2. Playboi Carti, ‘Music’
With 2020’s “Whole Lotta Red” still in the lead for rap record of the decade, Carti steps down from the mountaintop, but with his feet still planted on some kind of edge. The edge of existence, maybe? Throughout these half-abstracted, entirely exhilarating rap songs, the Atlanta auteur sounds like he’s erasing himself, masking his voice in deceptively anodyne rhymes, playing footsie with oblivion. He originally titled it “I Am Music,” then scrubbed himself from that, too. The air buzzing around our heads is all that’s left.
1. Addison Rae, ‘Addison’
“Don’t ask too many questions.” Sorry, but when a TikTok star with 88 million followers sings that line on the finest song of the year’s most luscious pop album, we have no choice.
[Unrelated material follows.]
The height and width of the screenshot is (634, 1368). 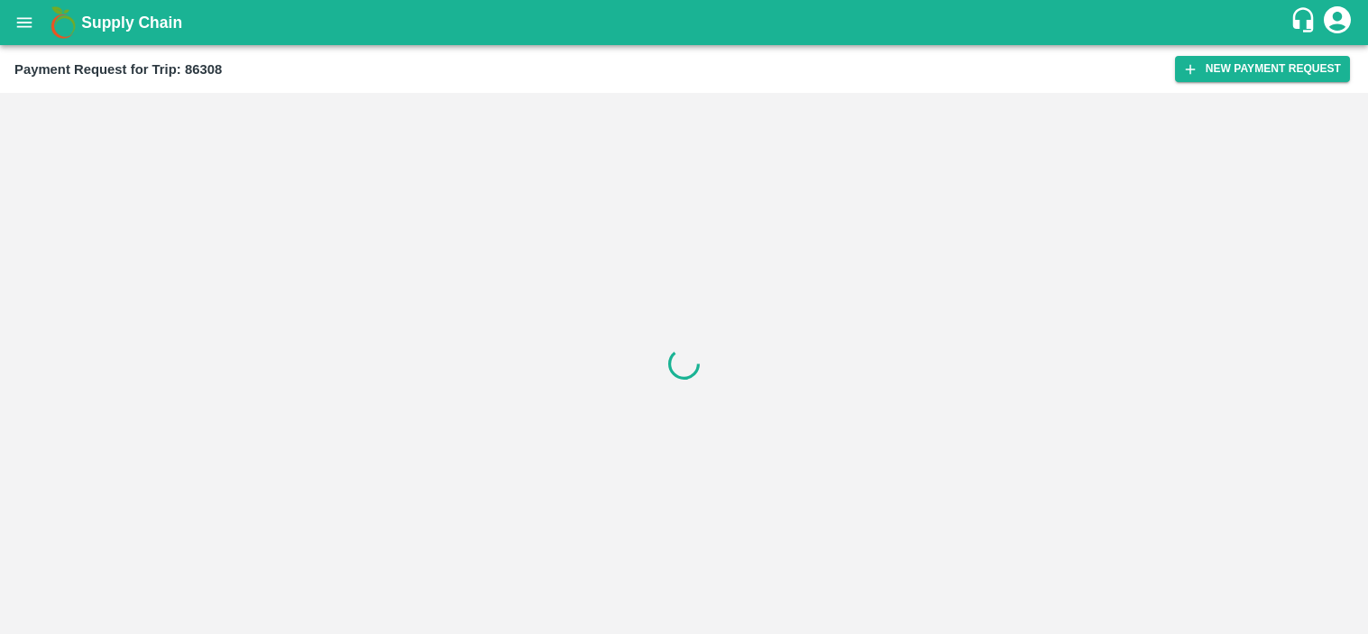 What do you see at coordinates (24, 23) in the screenshot?
I see `button: open drawer` at bounding box center [24, 23].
For starters: Is making parasocial dance videos the best preparation for 21st-century pop craft? Or is this just what happens once the Madonna songbook fully seeps into the digital groundwater? Or does Madonna only have as much to do with this music as Lana, Enya and Charli XCX? Is “Addison” the first true opus of the post-“Brat” wave? If so, where’s everybody else? Why does this woman sound so singular, so scrupulous, so savvy, so alone?